Meditate for Acuity, Healing & Insight
When we meditate we free the mind to transcend higher levels of consciousness for quick reflexive action, creative insight, health and healing, spiritual and personal development.
Tai chi qigong involves two types of meditation: donggong or dynamic that involves physical movements, and jinggong or quiescent, also called jingzuo or “sitting in stillness”.
While most commercial schools and contemporary tai chi qigong promote what they call “moving meditation” in terms of physical calisthenics, few people know that the higher levels of training concentrates mostly on jinggong.
Why do traditional approaches advocate jinggong over donggong or quiescent over dynamic? Because only through jinggong can we tap into the higher levels of consciousness, unhampered by the limitations of our physical reflexes.
On another web page, you can try a simple little experiment that tests the quickness of your response. Initially, when I ask my students to catch the falling bill between their fingers, they think it is to test their physical reflex. It is not. It is actually a test of mental reflexes.
Because the bill is falling faster than the eye can physically register the movement, it is physically impossible to respond quickly enough to catch the bill. However, when qigong practitioners actually catch the bill consistently time and time again, beyond what science deems possible, it is because they are tapping into the higher levels of consciousness.
The subconscious reacts faster than what mere physical reactions allow for. When not hampered by the limitations of our physical response, practitioners can react faster than the speed of thought!
If we think it, we are already too slow! Why?
conscious mind. But if we can tap into the subconscious,
we can react before thoughts are even processed consciously.
Now think of the subconscious reacting ten times faster. When we meditate, we tap into the higher levels of consciousness, and we can actually react even before the bill makes its full descent.
Even more incredible for those not trained in qigong to see is when we are able to tap into the powers of the higher consciousness to catch the bill with our eyes closed!
we can actually do it better and react even faster!
Though both allow us to access the subconscious, donggong meditation is not as effective as jinggong because we are hampered by the limitations of our physical bodies. Initially we begin with predominantly physical donggong in our practice, because it is easier to work with physical sensations.
However, as we progress to higher levels, gradually jinggong begins to take precedence over donggong until quiescent replaces almost all of the dynamic meditation.
And when we meditate, we learn to detach ourselves from our emotions, to be mindful of what is happening to us and around us, but to remain objectively untouched by it all.
Instead, we can focus in on our breathing, on our chi, on specific pressure points or on mantras, music or other objects of visualization.
Distraction is a typical problem for most people who learn to meditate for the first time. In Chinese, we relate sitting in stillness to “stilling the running horses,” because our teeming thoughts make us restless, and we are often unable to keep ourselves from being easily distracted by one thought after another.
If you find yourself distracted during meditation, do not be concerned. This is to be expected. When you become aware of the distraction, simply let it go and continue your meditation. By patiently persisting through this, you are training your mind to return consistently to the mental stillness. Then over time, the distractions will become less frequent and less interfering.
Contemporary tai chi qigong practitioners seldom meditate for a number of reasons. First, medical qigong was first introduced by the Communist regime in China to promote health and physical well-being. But the regime was not interested in sanctioning anything that might smack of religion, and so, jinggong which has religious origins was omitted from the practice.
Secondly, contemporary tai chi qigong emphasizes the simple and the physical. Mental components such as yi tend to make things much more complicated not only for teaching but for providing quick commercial “fixes.”
Since contemporary practice is not concerned about taking students to more advanced esoteric levels, instructors find jinggong meditation an unnecessary waste of time.
While jinggong is much more emphasized in the higher levels of traditional training, even beginners should be encouraged to meditate to build a well-rounded foundation.
When tai chi qigong practitioners meditate in the traditional way, it is not practiced for religious purposes but to develop the higher consciousness for self-defence and faster reactions, for health and healing, to tap into psychic powers of the mind, for creative insight and problem solving, and for spiritual and personal advancement. The potential remains limitless.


[Aim of the exercise]: From the listing below, copy each line that holds "Parties".

[Data section]:
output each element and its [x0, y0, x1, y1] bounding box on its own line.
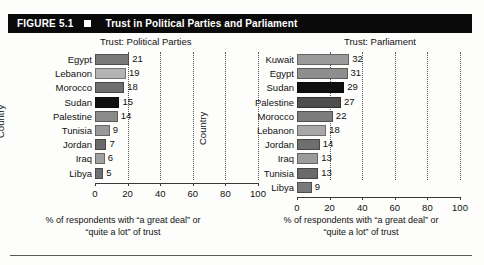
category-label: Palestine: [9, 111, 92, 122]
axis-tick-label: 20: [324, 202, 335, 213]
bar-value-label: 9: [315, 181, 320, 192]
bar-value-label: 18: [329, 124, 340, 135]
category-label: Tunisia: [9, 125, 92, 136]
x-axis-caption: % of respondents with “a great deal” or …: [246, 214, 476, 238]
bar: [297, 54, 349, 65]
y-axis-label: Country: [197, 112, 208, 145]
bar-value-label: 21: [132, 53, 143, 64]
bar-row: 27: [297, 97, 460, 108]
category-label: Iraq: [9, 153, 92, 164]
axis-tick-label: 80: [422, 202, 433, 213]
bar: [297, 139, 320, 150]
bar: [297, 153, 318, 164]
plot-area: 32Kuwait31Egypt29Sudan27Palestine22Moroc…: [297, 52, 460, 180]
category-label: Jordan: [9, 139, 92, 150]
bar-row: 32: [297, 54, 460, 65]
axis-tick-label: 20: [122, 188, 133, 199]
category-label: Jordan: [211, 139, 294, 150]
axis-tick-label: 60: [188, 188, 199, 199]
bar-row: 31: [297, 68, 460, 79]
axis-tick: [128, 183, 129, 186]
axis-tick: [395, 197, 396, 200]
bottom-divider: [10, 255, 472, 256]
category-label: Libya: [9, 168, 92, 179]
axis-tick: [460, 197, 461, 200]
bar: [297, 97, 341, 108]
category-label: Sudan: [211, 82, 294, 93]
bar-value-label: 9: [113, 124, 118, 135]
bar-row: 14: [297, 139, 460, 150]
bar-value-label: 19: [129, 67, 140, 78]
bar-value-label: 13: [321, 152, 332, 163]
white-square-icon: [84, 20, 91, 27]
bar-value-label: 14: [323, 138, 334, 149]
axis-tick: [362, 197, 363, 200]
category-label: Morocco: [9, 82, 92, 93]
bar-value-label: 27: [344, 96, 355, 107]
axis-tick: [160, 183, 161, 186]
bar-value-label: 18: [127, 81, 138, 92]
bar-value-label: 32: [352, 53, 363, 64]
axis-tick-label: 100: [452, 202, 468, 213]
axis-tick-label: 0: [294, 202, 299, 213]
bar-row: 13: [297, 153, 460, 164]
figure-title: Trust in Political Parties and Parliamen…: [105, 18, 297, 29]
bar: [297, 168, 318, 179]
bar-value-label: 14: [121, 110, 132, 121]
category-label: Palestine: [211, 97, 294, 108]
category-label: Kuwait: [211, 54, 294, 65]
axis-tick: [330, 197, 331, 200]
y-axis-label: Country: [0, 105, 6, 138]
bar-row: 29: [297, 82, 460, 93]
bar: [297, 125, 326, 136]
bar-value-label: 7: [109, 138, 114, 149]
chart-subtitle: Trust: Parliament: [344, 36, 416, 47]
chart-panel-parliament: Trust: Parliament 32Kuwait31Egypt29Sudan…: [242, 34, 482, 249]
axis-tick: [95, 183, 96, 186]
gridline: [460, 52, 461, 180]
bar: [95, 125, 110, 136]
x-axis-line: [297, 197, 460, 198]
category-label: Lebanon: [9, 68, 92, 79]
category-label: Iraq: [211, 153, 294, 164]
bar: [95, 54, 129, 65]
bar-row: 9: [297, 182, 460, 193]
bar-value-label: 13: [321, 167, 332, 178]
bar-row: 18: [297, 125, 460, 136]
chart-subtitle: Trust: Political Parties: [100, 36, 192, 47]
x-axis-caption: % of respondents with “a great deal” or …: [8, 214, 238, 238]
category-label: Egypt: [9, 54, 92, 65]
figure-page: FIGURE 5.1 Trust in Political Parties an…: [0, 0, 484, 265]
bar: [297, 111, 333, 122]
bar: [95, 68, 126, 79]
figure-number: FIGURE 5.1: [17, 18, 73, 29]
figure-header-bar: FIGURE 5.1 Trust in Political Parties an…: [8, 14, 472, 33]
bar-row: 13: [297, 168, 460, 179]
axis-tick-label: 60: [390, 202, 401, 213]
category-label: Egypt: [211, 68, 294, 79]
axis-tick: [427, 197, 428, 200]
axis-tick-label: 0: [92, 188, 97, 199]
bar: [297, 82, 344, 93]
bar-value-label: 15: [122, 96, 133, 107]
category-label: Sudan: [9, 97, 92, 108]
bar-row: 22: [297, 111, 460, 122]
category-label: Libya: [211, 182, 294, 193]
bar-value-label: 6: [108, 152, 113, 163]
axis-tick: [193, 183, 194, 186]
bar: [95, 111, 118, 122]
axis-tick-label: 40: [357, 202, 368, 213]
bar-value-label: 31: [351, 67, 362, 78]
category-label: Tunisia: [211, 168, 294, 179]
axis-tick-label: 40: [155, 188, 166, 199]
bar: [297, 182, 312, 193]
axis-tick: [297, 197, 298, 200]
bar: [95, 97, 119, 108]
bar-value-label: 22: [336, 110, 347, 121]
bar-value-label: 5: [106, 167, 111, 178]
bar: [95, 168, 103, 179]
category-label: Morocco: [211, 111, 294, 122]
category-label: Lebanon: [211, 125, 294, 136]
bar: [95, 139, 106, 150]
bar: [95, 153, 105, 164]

* * *

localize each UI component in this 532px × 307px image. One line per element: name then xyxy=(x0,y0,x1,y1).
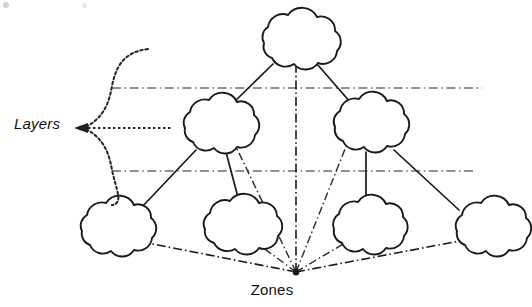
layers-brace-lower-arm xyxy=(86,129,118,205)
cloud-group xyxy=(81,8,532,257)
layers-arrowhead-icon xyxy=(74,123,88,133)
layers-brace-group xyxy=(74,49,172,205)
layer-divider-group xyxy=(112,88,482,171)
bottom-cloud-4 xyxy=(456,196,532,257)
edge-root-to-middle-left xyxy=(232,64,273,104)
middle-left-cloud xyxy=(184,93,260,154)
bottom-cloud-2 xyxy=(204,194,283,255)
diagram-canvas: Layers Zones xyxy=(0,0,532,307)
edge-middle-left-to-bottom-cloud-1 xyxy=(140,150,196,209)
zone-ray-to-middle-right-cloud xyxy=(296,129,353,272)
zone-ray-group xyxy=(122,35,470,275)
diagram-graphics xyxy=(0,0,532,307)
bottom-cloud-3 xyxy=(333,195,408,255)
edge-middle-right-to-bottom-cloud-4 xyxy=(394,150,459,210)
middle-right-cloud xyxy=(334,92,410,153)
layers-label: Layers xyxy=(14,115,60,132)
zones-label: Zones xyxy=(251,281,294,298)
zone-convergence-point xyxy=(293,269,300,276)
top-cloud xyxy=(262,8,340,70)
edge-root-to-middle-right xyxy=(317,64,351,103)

==

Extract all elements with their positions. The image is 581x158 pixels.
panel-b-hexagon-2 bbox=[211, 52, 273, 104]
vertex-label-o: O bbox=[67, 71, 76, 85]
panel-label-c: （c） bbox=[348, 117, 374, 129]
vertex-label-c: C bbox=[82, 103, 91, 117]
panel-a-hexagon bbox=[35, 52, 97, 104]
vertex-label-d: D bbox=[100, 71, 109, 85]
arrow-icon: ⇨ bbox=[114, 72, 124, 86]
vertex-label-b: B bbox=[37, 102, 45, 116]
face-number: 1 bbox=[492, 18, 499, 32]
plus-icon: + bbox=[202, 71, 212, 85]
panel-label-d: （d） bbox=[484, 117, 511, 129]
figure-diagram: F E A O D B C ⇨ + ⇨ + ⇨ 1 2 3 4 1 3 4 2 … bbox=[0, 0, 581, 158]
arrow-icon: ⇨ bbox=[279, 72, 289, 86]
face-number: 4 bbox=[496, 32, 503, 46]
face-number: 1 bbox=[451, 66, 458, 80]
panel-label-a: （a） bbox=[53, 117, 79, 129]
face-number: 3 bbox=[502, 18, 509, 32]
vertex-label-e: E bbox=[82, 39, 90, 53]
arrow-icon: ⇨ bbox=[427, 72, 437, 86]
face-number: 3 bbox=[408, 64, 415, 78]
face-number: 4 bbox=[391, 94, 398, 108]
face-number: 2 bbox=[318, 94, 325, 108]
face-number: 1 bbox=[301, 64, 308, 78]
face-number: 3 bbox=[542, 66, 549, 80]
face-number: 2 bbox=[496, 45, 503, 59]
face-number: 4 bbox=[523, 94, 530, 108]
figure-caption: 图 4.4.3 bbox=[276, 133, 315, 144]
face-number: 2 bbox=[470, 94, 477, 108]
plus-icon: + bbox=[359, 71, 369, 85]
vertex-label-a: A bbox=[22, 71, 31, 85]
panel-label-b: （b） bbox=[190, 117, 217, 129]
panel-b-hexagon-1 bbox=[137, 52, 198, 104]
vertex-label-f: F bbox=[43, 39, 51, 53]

[Expected answer]:
figure-title: Trust in Political Parties and Parliamen…: [105, 18, 297, 29]
chart-subtitle: Trust: Political Parties: [100, 36, 192, 47]
figure-page: FIGURE 5.1 Trust in Political Parties an…: [0, 0, 484, 265]
figure-header-bar: FIGURE 5.1 Trust in Political Parties an…: [8, 14, 472, 33]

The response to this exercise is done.